**YOUR ASSIGNMENT**.
Counting the line with "This screenshot has" as the last one, copy out the lines of the data exactly from the first onward.

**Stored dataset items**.
########

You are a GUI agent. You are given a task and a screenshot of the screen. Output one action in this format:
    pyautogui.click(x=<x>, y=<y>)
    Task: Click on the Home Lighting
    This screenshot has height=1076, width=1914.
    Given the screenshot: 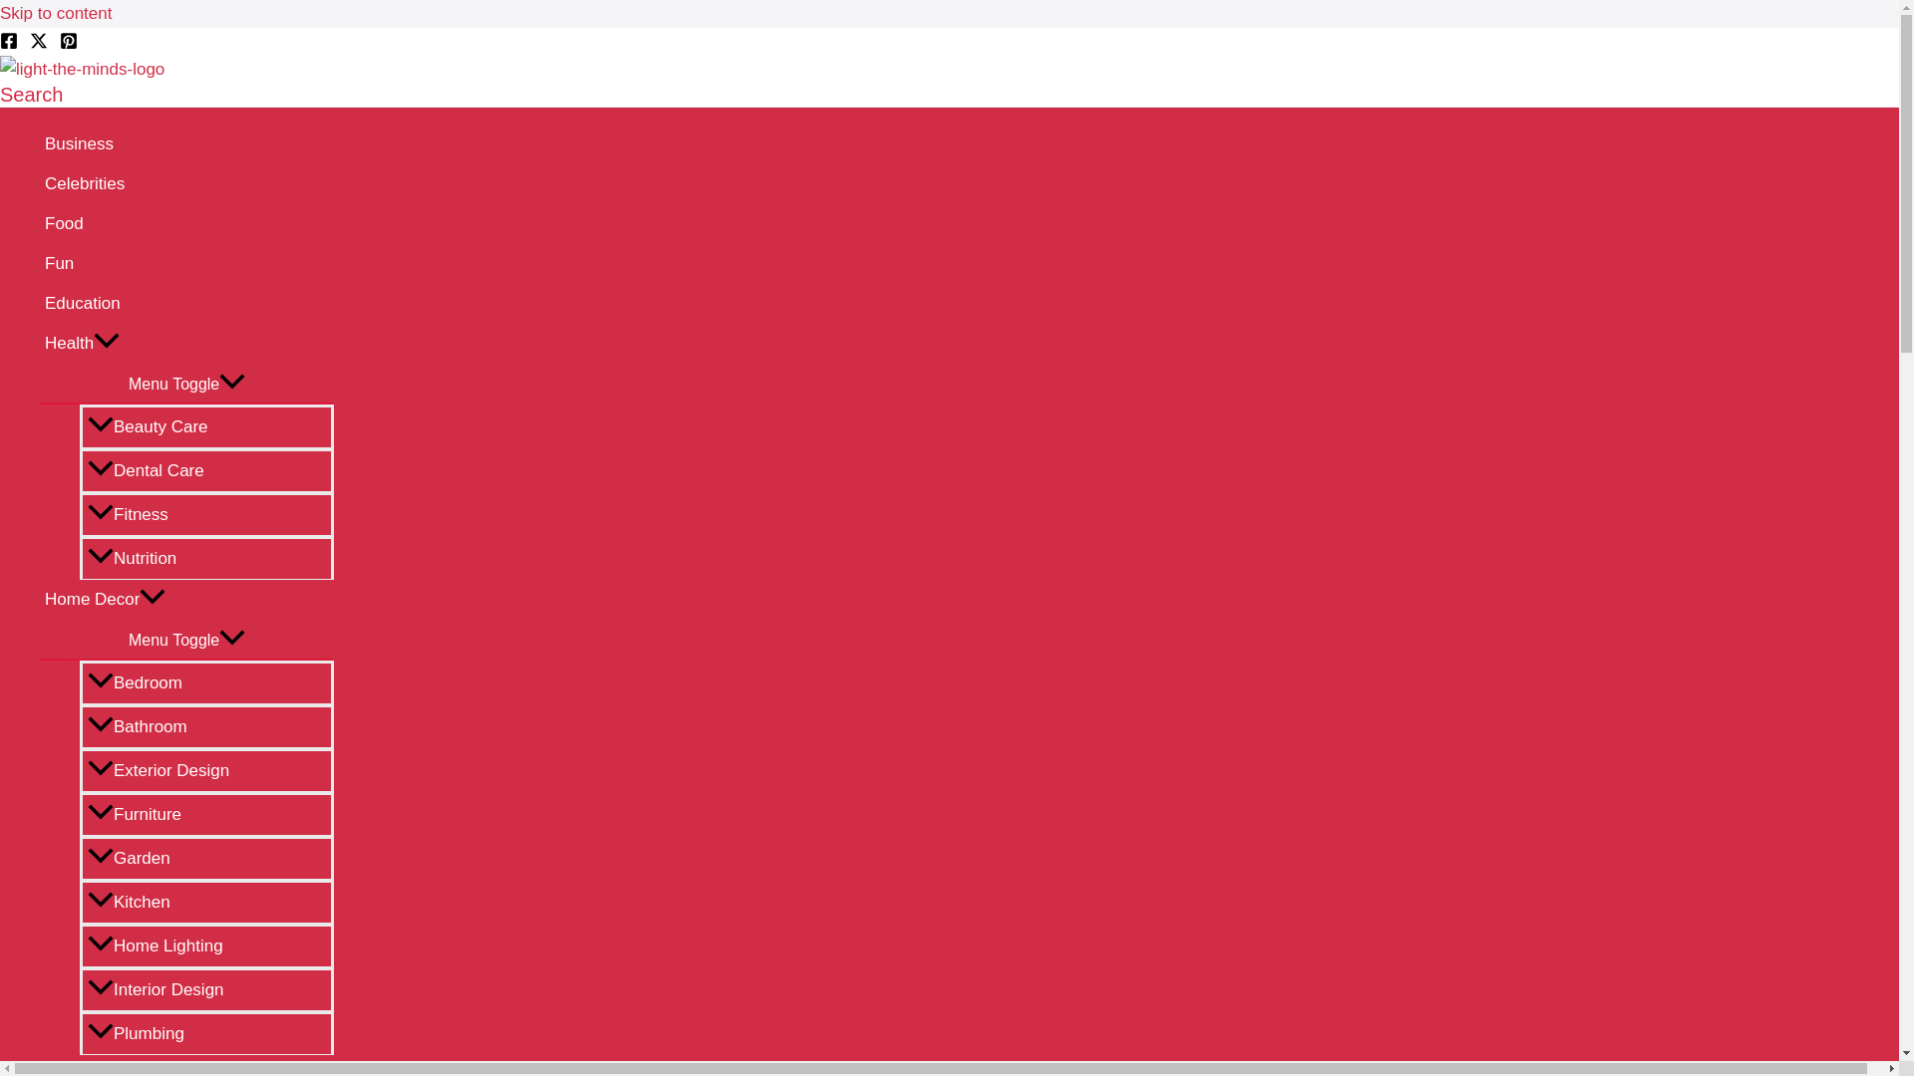 What is the action you would take?
    pyautogui.click(x=206, y=945)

########

**EXERCISE SOLUTION**.
You are a GUI agent. You are given a task and a screenshot of the screen. Output one action in this format:
    pyautogui.click(x=<x>, y=<y>)
    Task: Click on the Home Lighting
    This screenshot has height=1076, width=1914.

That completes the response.